Monday, August 7, 2017

Meat eating and human brain evolution

Continuing this post, here are some scientific articles on meat-eating and the evolution of the human brain. While we can't reduce consciousness to the brain it seems a bigger and more complex brain, one more evolved, is prerequisite for so-called 'higher' consciousness.

This article said: "There is no doubt that human evolution has been linked to meat in many fundamental ways. Our digestive tract is not one of obligatory herbivores; our enzymes evolved to digest meat whose consumption aided higher encephalization and better physical growth. Cooperative hunting promoted the development of language and socialization. [...] Killing animals and eating meat have been significant components of human evolution that had a synergistic relationship with other key attributes that have made us human, with larger brains, smaller guts, bipedalism and language. Larger brains benefited from consuming high-quality proteins in meat-containing diets, and, in turn, hunting and killing of large animals, butchering of carcasses and sharing of meat have inevitably contributed to the evolution of human intelligence in general and to the development of language and of capacities for planning, cooperation and socializing in particular."

Another article on human evolution and meat eating:


"'Only two types of primate survived the climate catastrophe,' says Domínguez-Rodrigo­. There was a 'plant-processing machine on the one hand and a meat-eating machine on the other hand', he says. 'The meat-eating machine evolved a bigger brain. The meat-eating machine became us.' However the key question becomes how much meat should a cognitive-health-conscio­us person eat. Too little can delay development and cognition. But too much, particularly if it is low quality and mass produced, is associated with other health concerns, such as heart disease and cancer, along with memory problems later in life."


## WHAT YOU NEED TO DO
Across the entries that follow, count each line holding "title" and state the total alone.

(Items from a figure collection)

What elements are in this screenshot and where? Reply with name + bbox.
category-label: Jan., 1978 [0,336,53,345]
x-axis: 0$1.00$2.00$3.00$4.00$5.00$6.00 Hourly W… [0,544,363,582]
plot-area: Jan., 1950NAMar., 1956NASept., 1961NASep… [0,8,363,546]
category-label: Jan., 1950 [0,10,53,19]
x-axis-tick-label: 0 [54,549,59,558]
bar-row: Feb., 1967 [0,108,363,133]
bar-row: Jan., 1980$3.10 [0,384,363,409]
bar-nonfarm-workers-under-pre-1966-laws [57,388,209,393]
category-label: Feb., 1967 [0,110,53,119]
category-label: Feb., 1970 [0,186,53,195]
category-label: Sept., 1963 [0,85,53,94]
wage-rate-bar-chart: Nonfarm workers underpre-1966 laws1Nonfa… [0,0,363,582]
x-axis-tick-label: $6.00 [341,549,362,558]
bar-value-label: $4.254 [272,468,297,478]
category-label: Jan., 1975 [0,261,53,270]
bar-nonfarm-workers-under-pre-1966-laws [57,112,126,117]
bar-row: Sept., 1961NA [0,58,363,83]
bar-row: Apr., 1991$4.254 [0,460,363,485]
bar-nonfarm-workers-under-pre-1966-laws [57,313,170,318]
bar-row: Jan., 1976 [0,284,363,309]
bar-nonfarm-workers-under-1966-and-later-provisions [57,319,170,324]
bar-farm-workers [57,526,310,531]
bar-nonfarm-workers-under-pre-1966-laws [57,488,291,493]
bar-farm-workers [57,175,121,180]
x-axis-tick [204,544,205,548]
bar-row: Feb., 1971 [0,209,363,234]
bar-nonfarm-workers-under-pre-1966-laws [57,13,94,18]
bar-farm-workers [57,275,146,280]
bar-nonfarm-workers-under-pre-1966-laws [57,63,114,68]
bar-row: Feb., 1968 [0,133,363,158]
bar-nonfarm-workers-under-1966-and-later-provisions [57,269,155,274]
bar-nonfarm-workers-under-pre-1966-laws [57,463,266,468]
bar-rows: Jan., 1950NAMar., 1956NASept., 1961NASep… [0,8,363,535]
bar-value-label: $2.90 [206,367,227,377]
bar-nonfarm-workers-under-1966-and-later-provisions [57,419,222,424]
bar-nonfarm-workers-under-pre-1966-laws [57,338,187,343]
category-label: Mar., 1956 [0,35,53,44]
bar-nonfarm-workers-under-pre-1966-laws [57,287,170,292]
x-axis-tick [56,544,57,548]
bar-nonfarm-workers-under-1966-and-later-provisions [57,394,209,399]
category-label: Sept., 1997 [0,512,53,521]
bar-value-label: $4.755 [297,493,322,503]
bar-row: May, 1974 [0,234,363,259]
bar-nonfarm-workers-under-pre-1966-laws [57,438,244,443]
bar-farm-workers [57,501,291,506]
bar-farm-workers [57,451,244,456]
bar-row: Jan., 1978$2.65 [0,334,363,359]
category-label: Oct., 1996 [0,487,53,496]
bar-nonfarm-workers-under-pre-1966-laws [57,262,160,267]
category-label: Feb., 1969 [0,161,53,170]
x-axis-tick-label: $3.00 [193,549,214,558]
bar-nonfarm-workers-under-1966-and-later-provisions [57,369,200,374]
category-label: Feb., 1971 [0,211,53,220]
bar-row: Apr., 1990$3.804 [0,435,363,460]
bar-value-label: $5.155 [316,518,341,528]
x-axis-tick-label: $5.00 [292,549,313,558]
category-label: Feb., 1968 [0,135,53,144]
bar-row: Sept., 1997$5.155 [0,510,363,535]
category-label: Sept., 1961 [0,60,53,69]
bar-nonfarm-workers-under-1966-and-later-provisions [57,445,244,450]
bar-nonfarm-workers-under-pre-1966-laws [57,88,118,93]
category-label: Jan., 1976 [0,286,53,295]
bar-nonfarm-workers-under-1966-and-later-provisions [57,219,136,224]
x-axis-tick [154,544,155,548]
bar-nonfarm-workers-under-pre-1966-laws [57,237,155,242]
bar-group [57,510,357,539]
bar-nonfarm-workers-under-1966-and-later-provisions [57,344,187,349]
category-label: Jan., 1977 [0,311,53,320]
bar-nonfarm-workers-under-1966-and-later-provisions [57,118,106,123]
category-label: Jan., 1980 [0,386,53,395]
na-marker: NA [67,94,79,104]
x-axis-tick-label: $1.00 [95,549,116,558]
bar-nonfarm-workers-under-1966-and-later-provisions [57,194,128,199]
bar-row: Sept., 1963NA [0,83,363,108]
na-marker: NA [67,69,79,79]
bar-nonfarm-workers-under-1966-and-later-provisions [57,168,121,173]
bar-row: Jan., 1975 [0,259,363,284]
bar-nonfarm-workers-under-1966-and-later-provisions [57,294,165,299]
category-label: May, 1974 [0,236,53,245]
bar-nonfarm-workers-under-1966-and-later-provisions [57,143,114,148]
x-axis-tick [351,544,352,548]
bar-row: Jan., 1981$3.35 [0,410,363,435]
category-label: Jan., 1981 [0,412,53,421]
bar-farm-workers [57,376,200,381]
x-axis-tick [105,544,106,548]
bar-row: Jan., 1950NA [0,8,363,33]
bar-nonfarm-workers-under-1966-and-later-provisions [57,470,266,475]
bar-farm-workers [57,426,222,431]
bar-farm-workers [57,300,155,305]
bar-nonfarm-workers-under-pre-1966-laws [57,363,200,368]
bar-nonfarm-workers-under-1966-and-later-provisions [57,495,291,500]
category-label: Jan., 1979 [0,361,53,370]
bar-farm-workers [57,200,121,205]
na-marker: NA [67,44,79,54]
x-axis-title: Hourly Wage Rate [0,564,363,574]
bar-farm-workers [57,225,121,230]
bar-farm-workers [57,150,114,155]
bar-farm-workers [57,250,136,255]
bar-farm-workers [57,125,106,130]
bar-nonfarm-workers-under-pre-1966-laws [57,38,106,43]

* * *

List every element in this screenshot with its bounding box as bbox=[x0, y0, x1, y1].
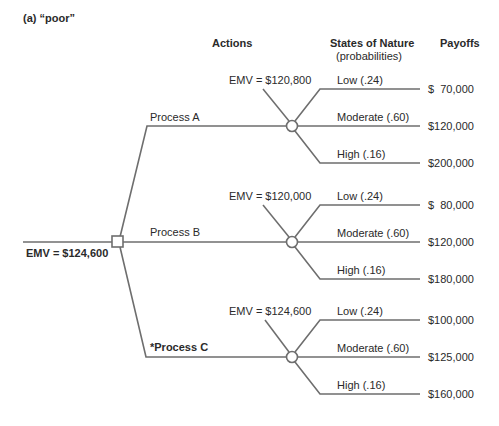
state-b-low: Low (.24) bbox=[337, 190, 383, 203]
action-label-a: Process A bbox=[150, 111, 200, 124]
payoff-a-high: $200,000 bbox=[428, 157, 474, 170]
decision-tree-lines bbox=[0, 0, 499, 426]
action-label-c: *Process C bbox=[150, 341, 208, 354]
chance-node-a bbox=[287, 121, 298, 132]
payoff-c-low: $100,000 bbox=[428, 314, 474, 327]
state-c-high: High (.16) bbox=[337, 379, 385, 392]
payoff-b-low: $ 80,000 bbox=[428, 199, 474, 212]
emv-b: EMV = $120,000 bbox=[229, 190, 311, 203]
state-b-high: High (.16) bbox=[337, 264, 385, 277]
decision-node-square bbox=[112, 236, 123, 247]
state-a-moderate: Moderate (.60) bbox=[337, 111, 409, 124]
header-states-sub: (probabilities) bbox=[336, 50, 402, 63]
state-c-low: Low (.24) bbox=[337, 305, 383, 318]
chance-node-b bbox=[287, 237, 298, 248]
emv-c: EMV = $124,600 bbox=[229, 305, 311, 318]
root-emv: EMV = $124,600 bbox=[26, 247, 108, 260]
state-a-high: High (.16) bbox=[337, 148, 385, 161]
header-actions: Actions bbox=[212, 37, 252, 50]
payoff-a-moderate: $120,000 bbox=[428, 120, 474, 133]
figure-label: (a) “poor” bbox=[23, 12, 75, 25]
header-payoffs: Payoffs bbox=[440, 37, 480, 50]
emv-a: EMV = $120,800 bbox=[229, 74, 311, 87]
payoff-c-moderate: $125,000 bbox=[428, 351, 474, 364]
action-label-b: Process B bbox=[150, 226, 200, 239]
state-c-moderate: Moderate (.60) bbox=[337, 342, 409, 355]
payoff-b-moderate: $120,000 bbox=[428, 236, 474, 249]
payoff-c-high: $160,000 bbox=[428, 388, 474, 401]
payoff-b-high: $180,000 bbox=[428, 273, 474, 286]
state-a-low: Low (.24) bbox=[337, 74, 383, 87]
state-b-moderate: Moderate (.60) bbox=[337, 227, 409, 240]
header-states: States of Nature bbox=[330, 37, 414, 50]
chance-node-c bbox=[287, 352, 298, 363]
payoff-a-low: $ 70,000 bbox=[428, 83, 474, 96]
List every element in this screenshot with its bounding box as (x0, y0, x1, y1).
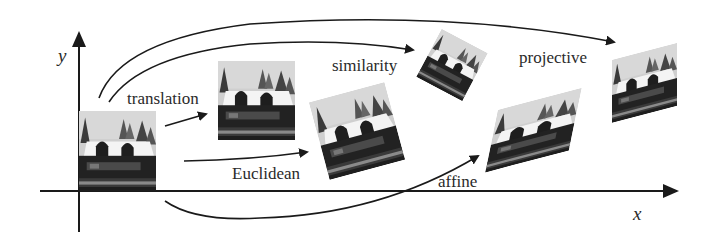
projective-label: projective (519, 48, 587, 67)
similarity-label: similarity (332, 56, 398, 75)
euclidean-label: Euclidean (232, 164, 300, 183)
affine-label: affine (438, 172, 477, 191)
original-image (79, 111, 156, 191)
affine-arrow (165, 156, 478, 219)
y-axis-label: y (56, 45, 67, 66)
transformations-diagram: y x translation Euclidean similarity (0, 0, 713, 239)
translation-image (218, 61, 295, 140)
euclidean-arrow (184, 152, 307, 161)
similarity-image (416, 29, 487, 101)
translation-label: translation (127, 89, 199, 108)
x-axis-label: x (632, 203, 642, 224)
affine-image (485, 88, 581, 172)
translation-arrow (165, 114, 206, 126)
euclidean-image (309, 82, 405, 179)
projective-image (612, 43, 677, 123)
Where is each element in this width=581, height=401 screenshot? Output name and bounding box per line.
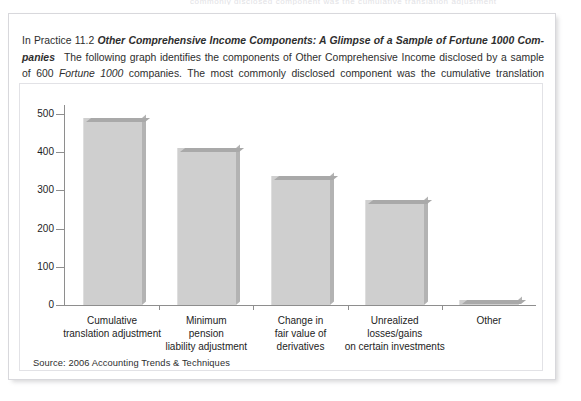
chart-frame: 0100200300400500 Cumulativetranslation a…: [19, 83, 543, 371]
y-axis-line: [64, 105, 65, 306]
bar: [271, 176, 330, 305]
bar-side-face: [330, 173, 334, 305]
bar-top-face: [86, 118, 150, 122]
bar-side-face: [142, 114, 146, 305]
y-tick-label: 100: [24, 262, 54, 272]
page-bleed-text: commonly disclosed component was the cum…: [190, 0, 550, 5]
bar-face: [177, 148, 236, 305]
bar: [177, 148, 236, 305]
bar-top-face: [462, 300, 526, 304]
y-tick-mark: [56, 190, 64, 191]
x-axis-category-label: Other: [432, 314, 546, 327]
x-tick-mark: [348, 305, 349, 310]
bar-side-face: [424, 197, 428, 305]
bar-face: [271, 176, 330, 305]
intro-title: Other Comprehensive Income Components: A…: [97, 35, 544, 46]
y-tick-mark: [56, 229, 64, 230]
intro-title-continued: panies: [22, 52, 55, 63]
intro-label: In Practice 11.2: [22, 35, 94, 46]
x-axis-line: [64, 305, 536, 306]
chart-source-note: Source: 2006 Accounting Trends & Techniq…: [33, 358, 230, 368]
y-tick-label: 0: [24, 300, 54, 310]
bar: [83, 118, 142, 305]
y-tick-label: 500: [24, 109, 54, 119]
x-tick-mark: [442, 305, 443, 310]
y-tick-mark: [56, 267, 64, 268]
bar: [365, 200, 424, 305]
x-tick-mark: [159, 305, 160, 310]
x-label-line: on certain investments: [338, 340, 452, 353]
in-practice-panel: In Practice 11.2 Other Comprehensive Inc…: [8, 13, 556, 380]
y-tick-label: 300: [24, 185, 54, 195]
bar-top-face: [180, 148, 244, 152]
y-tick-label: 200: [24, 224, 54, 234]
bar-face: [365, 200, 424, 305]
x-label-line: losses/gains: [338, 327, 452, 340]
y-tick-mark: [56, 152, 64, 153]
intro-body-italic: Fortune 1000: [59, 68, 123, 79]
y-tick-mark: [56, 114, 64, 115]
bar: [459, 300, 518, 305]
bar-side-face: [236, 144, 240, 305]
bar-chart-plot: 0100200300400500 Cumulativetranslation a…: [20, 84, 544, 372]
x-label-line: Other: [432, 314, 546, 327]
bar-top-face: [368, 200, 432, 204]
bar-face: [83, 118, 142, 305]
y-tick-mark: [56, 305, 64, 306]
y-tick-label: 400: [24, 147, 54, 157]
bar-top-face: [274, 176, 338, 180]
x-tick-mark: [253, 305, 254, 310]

* * *

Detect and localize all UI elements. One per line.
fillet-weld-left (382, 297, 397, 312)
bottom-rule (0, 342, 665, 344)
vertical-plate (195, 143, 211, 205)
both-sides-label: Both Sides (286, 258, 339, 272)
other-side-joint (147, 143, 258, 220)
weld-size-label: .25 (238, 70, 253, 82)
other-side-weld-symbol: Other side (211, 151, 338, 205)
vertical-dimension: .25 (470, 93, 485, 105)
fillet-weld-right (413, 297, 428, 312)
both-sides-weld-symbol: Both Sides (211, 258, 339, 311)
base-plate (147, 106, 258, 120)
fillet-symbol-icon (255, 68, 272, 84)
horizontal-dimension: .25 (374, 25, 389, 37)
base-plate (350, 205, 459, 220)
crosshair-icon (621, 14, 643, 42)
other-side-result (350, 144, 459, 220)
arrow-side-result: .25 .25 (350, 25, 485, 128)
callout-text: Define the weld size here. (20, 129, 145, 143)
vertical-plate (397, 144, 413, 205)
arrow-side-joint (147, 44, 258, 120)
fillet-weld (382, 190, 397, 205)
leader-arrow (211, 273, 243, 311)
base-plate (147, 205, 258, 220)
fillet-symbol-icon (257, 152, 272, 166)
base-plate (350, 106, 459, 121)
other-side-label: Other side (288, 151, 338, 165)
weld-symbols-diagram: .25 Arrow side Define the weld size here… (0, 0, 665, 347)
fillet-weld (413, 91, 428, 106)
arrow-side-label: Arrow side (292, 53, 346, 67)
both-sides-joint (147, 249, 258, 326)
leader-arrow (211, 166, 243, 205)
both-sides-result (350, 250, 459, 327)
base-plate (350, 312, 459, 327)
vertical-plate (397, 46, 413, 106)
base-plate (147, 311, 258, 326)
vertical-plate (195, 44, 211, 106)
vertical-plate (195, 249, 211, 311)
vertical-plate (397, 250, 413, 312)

## SOLUTION
3